Clearance

When choosing an identity for your new business or launching a new branded product to the market, it is all too easy to forget the importance of checking to make sure that none of your competitors have got there before you with an identical or similar name or brand.

Very often, many startups make the mistake in believing that a positive search result from the Companies or Business Name registers means they are free to trade under their new name. This can be a fatal and very expensive mistake to make. Only a comprehensive search of the Trademarks register in the territory where you propose to trade can provide you with a comprehensive risk assessment of whether you are free to operate under your desired business name without the risk of a challenge from an earlier right holder.

The necessity to conduct comprehensive Trade Mark searches also applies when a business wants to launch a new branded product to the market. Failure to instruct Niall to undertake these type of searches could mean that the owner of an earlier trade mark right or brand could sue you for trade mark infringement, Passing off (in Ireland and the United Kingdom) or both.

In the European Union, a further complicating factor is that not all earlier rights may be on the relevant Trade Marks register.  Some countries in the European Union adopt a ‘First to Use’ policy.  This means that the owner of an earlier brand not registered as a trade mark may still have sufficiently strong rights to sue you. Additional non-trade mark register searches may therefore need to be carried out and analysed to provide you with a proper risk assessment.

Undertaking and analysing trademarks searches is a highly specialised skill which only an Intellectual Property attorney with years of experience and knowledge of ‘risk of confusion’ law is qualified to provide. Undertaking ‘DIY’ online searches runs the serious risk that the owner of a confusingly similar trademark that you have not discovered will come out of the woodwork and sue you. You may either have to abandon your plans or incur significant expenditure in contesting a legal challenge from the owner of that earlier trademark. A legal challenge may result in the holder of an earlier trade mark obtaining a temporary injunction from the courts preventing you from trading under your chosen name or using your new brand.

Niall Tierney has many years of experience in undertaking searches of Trade Mark and Registered Design Registers and advising businesses on the ability to operate under a chosen name/brand in the relevant marketplace. It is therefore vital that you get Niall involved at an early stage in the development of your new brand and/or new business.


• Required action: Please reproduce all entries word for word and omit their pictures.

[Opening Entries provided section]

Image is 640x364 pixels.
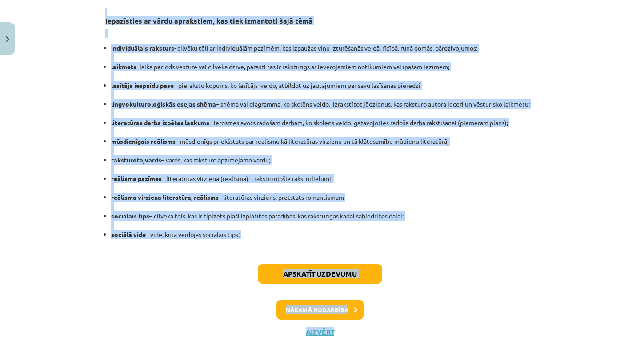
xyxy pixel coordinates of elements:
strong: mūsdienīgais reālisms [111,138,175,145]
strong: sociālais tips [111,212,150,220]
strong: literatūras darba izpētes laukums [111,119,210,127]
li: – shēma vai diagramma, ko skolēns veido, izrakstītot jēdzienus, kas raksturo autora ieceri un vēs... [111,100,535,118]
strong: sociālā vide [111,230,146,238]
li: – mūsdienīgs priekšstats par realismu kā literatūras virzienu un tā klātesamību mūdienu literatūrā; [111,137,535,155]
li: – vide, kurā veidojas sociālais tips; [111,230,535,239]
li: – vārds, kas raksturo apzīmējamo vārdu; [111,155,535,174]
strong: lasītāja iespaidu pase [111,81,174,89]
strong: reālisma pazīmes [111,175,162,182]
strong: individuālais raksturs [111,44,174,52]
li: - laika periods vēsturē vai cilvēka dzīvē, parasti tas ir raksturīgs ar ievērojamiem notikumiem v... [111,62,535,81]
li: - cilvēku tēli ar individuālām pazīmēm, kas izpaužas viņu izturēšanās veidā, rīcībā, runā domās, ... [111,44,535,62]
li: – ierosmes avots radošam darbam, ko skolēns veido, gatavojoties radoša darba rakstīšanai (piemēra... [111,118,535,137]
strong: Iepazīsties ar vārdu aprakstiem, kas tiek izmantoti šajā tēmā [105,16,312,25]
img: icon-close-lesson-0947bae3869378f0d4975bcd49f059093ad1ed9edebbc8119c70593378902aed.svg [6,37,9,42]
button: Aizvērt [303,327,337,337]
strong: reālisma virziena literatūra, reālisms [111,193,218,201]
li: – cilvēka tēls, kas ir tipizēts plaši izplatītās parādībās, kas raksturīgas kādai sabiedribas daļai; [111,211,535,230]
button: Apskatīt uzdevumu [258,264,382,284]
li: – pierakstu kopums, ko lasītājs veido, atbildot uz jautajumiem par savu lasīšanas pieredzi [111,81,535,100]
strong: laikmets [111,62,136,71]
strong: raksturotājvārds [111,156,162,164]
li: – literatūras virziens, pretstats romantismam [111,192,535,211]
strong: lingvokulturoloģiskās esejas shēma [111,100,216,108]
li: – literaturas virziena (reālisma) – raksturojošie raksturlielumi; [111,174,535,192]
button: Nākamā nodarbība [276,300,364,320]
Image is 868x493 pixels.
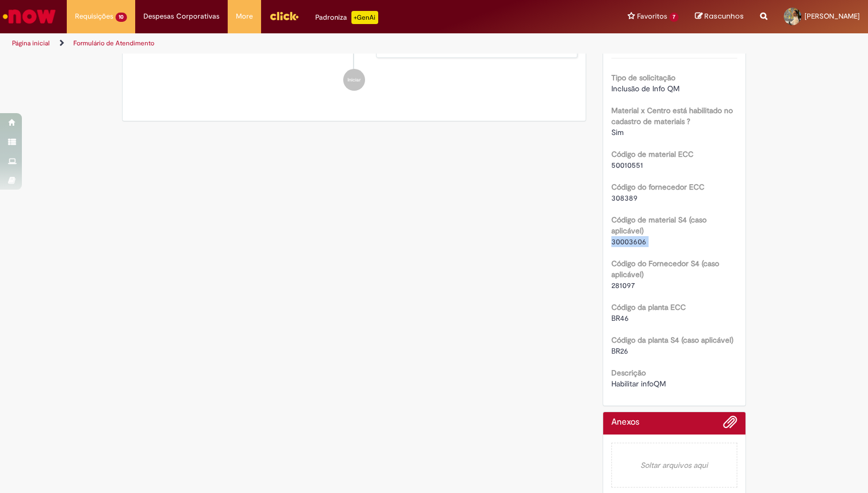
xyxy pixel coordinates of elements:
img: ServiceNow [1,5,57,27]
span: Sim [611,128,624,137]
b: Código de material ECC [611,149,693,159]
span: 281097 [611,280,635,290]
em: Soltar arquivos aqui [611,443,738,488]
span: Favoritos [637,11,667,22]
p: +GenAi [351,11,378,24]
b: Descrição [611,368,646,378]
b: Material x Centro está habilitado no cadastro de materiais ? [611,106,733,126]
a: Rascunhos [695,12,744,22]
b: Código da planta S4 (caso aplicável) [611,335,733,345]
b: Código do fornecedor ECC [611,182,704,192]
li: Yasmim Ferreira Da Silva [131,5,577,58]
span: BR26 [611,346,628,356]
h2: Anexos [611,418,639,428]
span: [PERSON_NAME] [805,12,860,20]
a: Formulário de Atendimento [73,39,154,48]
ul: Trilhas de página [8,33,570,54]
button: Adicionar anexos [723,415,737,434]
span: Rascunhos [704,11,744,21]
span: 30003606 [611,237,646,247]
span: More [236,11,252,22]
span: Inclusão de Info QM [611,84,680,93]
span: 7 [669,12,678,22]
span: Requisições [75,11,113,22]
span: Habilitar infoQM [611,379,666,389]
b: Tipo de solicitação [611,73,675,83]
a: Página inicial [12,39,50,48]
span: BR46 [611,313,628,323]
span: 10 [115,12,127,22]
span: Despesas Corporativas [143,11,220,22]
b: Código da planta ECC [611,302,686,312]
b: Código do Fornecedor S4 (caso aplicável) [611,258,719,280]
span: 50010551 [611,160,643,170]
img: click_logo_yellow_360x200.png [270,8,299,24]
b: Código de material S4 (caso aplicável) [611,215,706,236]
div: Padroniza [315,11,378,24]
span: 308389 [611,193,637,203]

[Closing Entries provided section]

• The completed task:
Image is 640x364 pixels.
xyxy pixel coordinates of elements:
strong: mūsdienīgais reālisms [111,138,175,145]
strong: sociālais tips [111,212,150,220]
strong: literatūras darba izpētes laukums [111,119,210,127]
li: – shēma vai diagramma, ko skolēns veido, izrakstītot jēdzienus, kas raksturo autora ieceri un vēs... [111,100,535,118]
strong: sociālā vide [111,230,146,238]
li: – mūsdienīgs priekšstats par realismu kā literatūras virzienu un tā klātesamību mūdienu literatūrā; [111,137,535,155]
li: – vide, kurā veidojas sociālais tips; [111,230,535,239]
li: – vārds, kas raksturo apzīmējamo vārdu; [111,155,535,174]
strong: lasītāja iespaidu pase [111,81,174,89]
strong: reālisma pazīmes [111,175,162,182]
strong: individuālais raksturs [111,44,174,52]
li: - laika periods vēsturē vai cilvēka dzīvē, parasti tas ir raksturīgs ar ievērojamiem notikumiem v... [111,62,535,81]
li: - cilvēku tēli ar individuālām pazīmēm, kas izpaužas viņu izturēšanās veidā, rīcībā, runā domās, ... [111,44,535,62]
li: – ierosmes avots radošam darbam, ko skolēns veido, gatavojoties radoša darba rakstīšanai (piemēra... [111,118,535,137]
strong: Iepazīsties ar vārdu aprakstiem, kas tiek izmantoti šajā tēmā [105,16,312,25]
img: icon-close-lesson-0947bae3869378f0d4975bcd49f059093ad1ed9edebbc8119c70593378902aed.svg [6,37,9,42]
button: Aizvērt [303,327,337,337]
strong: reālisma virziena literatūra, reālisms [111,193,218,201]
li: – cilvēka tēls, kas ir tipizēts plaši izplatītās parādībās, kas raksturīgas kādai sabiedribas daļai; [111,211,535,230]
button: Apskatīt uzdevumu [258,264,382,284]
li: – pierakstu kopums, ko lasītājs veido, atbildot uz jautajumiem par savu lasīšanas pieredzi [111,81,535,100]
strong: laikmets [111,62,136,71]
strong: raksturotājvārds [111,156,162,164]
li: – literatūras virziens, pretstats romantismam [111,192,535,211]
strong: lingvokulturoloģiskās esejas shēma [111,100,216,108]
li: – literaturas virziena (reālisma) – raksturojošie raksturlielumi; [111,174,535,192]
button: Nākamā nodarbība [276,300,364,320]
Image is 868x493 pixels.
xyxy pixel coordinates of elements:
img: ServiceNow [1,5,57,27]
span: Sim [611,128,624,137]
b: Código de material ECC [611,149,693,159]
span: 281097 [611,280,635,290]
em: Soltar arquivos aqui [611,443,738,488]
span: Favoritos [637,11,667,22]
p: +GenAi [351,11,378,24]
b: Descrição [611,368,646,378]
b: Material x Centro está habilitado no cadastro de materiais ? [611,106,733,126]
a: Rascunhos [695,12,744,22]
b: Código da planta S4 (caso aplicável) [611,335,733,345]
b: Código do fornecedor ECC [611,182,704,192]
li: Yasmim Ferreira Da Silva [131,5,577,58]
span: BR26 [611,346,628,356]
h2: Anexos [611,418,639,428]
span: [PERSON_NAME] [805,12,860,20]
a: Formulário de Atendimento [73,39,154,48]
ul: Trilhas de página [8,33,570,54]
button: Adicionar anexos [723,415,737,434]
span: Rascunhos [704,11,744,21]
span: 30003606 [611,237,646,247]
span: More [236,11,252,22]
span: Inclusão de Info QM [611,84,680,93]
span: 7 [669,12,678,22]
span: Requisições [75,11,113,22]
span: Habilitar infoQM [611,379,666,389]
b: Tipo de solicitação [611,73,675,83]
a: Página inicial [12,39,50,48]
span: BR46 [611,313,628,323]
span: 10 [115,12,127,22]
span: Despesas Corporativas [143,11,220,22]
b: Código da planta ECC [611,302,686,312]
b: Código do Fornecedor S4 (caso aplicável) [611,258,719,280]
span: 50010551 [611,160,643,170]
img: click_logo_yellow_360x200.png [270,8,299,24]
b: Código de material S4 (caso aplicável) [611,215,706,236]
div: Padroniza [315,11,378,24]
span: 308389 [611,193,637,203]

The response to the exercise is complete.